Robert Lemos | 06 Oct | Read more
Concerned that your employees are being a bit lax when it comes to looking after their laptops? Steal them yourself, one vendor has advised in the wake of yet another damning security report that suggests laptops and other equipment are literally walking out of Australian companies that are still operating at far below world's best practice when it comes to device security.
David Braue | 06 Oct | Read more
When something as seemingly esoteric as USB security can hit a mainstream cartoon like Dilbert, you know it’s a real issue.

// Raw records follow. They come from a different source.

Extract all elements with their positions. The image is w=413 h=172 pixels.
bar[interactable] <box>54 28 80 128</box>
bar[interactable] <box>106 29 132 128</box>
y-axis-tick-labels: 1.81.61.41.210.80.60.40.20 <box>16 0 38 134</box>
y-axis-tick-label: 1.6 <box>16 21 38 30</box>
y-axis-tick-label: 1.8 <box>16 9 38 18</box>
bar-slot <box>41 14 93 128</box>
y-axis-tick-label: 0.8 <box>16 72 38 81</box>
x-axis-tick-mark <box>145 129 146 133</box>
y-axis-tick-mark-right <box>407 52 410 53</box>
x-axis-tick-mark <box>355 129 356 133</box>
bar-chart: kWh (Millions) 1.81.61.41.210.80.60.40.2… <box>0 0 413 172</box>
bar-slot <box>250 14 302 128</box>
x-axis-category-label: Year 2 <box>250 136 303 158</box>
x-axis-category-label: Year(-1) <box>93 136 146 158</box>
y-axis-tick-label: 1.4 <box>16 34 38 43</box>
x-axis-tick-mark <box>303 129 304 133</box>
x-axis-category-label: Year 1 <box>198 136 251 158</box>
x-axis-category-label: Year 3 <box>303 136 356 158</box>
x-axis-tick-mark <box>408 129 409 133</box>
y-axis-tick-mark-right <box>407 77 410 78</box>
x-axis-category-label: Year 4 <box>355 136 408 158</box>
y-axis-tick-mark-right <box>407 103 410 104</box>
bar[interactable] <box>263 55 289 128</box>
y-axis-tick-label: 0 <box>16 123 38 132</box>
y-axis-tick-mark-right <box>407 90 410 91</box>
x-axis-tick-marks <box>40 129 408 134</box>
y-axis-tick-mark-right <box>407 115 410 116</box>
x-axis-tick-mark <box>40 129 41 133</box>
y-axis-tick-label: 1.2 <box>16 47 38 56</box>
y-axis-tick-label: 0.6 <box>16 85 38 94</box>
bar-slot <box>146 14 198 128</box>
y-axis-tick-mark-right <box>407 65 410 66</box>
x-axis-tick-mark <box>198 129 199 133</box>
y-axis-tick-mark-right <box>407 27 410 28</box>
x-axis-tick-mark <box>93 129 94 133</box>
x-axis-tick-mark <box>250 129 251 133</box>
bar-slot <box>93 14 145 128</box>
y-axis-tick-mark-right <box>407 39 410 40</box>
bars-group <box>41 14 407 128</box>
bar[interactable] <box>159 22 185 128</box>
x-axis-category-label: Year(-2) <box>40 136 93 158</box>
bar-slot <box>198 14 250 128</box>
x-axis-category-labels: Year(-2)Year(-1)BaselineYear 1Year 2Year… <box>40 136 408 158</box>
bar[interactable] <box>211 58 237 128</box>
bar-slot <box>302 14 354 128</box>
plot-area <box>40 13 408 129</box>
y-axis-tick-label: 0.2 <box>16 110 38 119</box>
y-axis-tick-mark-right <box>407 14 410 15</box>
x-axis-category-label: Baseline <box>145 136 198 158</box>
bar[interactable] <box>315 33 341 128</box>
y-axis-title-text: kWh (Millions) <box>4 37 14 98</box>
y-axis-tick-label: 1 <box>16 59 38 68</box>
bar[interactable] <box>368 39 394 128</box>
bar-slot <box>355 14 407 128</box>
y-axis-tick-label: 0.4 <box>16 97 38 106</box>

But it’s also one that has been poorly addressed by many companies, whose employees seem to be losing data through this largely unpoliced security hole faster than your Uncle Barry going through $2 coins at the local TAB.
David Braue | 05 Oct | Read more
According to industry analysts, mobile device shipments will exceed a billion devices in 2015 and will rapidly outrun PC shipments. That's great news for end user convenience, mobility, and work-anywhere productivity. But it also means that enterprises must brace for the fact that the <a href="http://www.csoonline.com/article/690905/iphone-and-ipad-security-the-human-element">bad guys will target these devices</a> with attack exploits, spyware, and rogue applications.
George V. Hulme | 06 Oct | Read more
New research conducted on behalf of the Wi-Fi Alliance shows that while wireless users are making strides on the security front, they’re still leaving their Wi-Fi networks too open to intruders.
It's a late night, and you've fired up Facebook on your ACME.com company-owned iPad to post some bad news. "A reduction in workforce is going to happen this week," you type into your update status field and tap the post button.
Tom Kaneshige | 05 Oct | Read more
Websites that accidentally distribute rogue code could find it harder to undo the damage if attackers exploit widespread browser support for HTML5 local storage and an increasing tendency for heavy users of Web apps never to close their browser.